Discover Moomintroll's favorite first words as you share his busy day all the way to bedtime. Moomintroll takes the youngest readers through a day in his life, building simple vocabulary along the way. From dancing to book-browsing, the scenes depicted echo favorite moments in a child's own day, ending on a bedtime note. This adorable board book introduces babies and preschoolers to beloved characters from Swedish author-illustrator Tove Jansson’s beloved Moominworld. Every book celebrates curiosity and promotes Moomin’s core values: imagination, tolerance, humor, friendliness, and independence. Look for these other Moomin board books! Moomin’s Little Book of Numbers Moomin’s Lift-the-Flap Hide and Seek Moomin and the Birthday Button




Moominpappa's Memoirs


Book Description

Enhanced with Tove Jansson's simple, sprightly drawings, this series of delightful stories about life in Moomin Valley has enchanted audiences around the world for more than 70 years. Before he had a family, Moominpappa led a life of adventure and intrigue. But he's never told his story until now. He has a bad cold, and it's the perfect time to remember his youthful endeavors and to ponder the experiences which have made him the remarkable Moomin he is.




Beyond Babar


Book Description

Beyond Babar: The European Tradition in Children's Literature examines in depth eleven of the most celebrated European children's novels in substantial, critical essays written by well-known international scholars. This approach provides a comprehensive discussion of the selected works from a variety of theoretical perspectives. Each essay offers a critical introduction to the text that can serve as a point of departure for literary scholars, professors of children's literature, primary and secondary school teachers, and librarians who are interested in texts that cross languages and cultures.
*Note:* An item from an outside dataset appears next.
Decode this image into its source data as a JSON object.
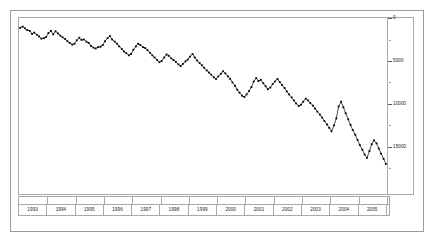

Visualizing Law and Authority


Book Description

The volume "Visualizing Law and Authority. Essays on Legal Aesthetics" brings together revised papers from the international conference "Law and the Image", held in Stockholm, 24–25 September, 2010. The participants/contributors belong to the disciplines of Art history, Cultural studies, Literary and Media studies, and Law. The contributions discuss the complex relations between law, media and visual phenomena. The common theme of the essays consists in an examination of the scopic field and of regimes of visibility in phenomenological terms, arguing that law constitutes a cognitive and aesthetic field of normative world-making. Rather than merely inverting Shelley’s dictum that the "poets are the unacknowledged legislators of the world", the essays argue in different ways for the necessity to develop a legal aesthetics. The most immediate way of pursuing such a legal aesthetics consists in examining law itself as an aesthetic object, for instance the power of law to produce icons, in the sense of unreadable texts or textiles (Martin Kayman, Gary Watt). Several essays focus on the way that visual art and media can be used to constitute and represent political power, but also to question it and to put it into question (Chiara Battisti, Leif Dahlberg, Elina Druker, Sidia Fiorato, Paul Raffield). Other essays investigate legal structures inherent in the artwork (and the artworld) itself (Ari Hirvonen, Max Liljefors, Christine Poggi, Karen-Margrethe Simonsen). Finally, there are two essays focusing on the use of images and imagery in the legal process, explicity arguing for the need of a legal aesthetics (Daniela Carpi, Richard Sherwin). Although diverse, the individual essays are interconnected with each other in fruitful and critical ways, making both explicit and implict references to each other.